If society wants to get all squeamish in those cases, then hand me the claw hammer and I’ll go in there and administer 28 ounces of Estwingazine intracranially and we’ll be done after you pass me that Handi-Wipe.

Some days picking just one is hard.

So I Bought Another Rifle

I decided to pull the trigger, so to speak, and purchased another Remington 700 – this time a .300 Winchester Magnum.  This one is also a 5R, but it has a 26″ fluted barrel and a Bell & Carlson stock.  All the metal is finished in black Cerakote.  It’ll be a couple of weeks before I have it in hand, but it looks a lot like this one:

 photo Rifle.jpg

 photo Stock.jpg

 photo Barrel.jpg
I’m no wimp, but when I go to the range, I like to SHOOT, and .300WM exceeds my shoulder capacity after ten five rounds, so I have to put a muzzle brake on it.  Looks like there’s plenty of meat at the end for threading.

What say the Hive?  Any recommendations for “Best Muzzle Brake for a .300 Win Mag”?

Oh, and my original 5R is going up for sale.  I’m only going to keep one .308, and that’s going to be the M25.

UPDATE:  Three nibbles on the .308 already!

UPDATE II – 3/29:  I’ve got a buyer!

Quote of the Day – Inside Higher Ed Edition

These sentences have absorbed and rewarded my attention for days on end. They are a masterpiece of evasion. The paragraph is, in its way, quite impressive. Every word of it is misleading, including “and” and “the.”

This is from a piece discussing a new 2010 book by discredited history professor Michael Bellesiles.  In particular, it refers to a paragraph in the promotional material for that book.

Seems that Bellesiles rubs off on his publishers, too.

The linked piece, “Amazing Disgrace,” is a pretty comprehensive review of the Arming America scandal, or as he terms it l’affaire Bellesiles, and worth your time.
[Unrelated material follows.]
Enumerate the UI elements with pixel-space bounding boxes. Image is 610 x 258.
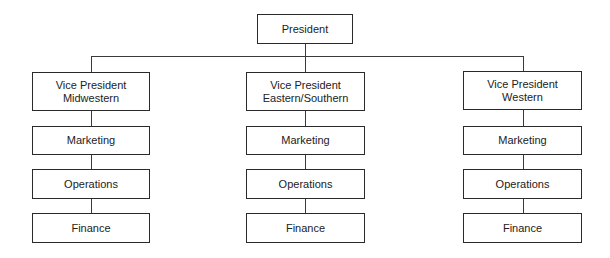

Especially the last couple of paragraphs.

(h/t to Irons in the Fire for the link.)

Glock Perfection

Say Uncle linked to a Brietbart piece, ABC’s ‘Nightline’ Takes Aim at Glock Handguns in which ‘Nightline’ really hammers on the meme that Glock (the manufacturer) is eeeeeeviiilllll.

Something I noted though – I recently received a complimentary copy of Paul M. Barrett’s Glock: The Rise of America’s Gun from the publisher for review. I’m way overdue on that review (and honestly, others have done that far better than I), but I noted throughout the Brietbart column that it seemed that whoever did the ‘Nightline’ hit piece had read Mr. Barrett’s book, too. Used it as an outline, almost. When Barrett details how Glock would allow police departments to trade in their old service weapons for a discount on new Glocks, and then would sell those weapons to wholesalers, I could read an undercurrent of anger at how Glock was “putting guns on the streets” – especially when they took older Glock models (with pre-ban “high-capacity” magazines) in trade, thus illustrating the absurdity of the 1994 AWB. The ‘Nightline’ piece expands on that anger.

I’ve met Paul Barrett – he attended the Gun Blogger Rendezvous a couple of years ago, trying to gin up enthusiasm for his book. He seems a nice guy and a good investigative reporter, but I thought at the time that his book would be used as ammunition for the anti-gun forces out there, and I believe it has been.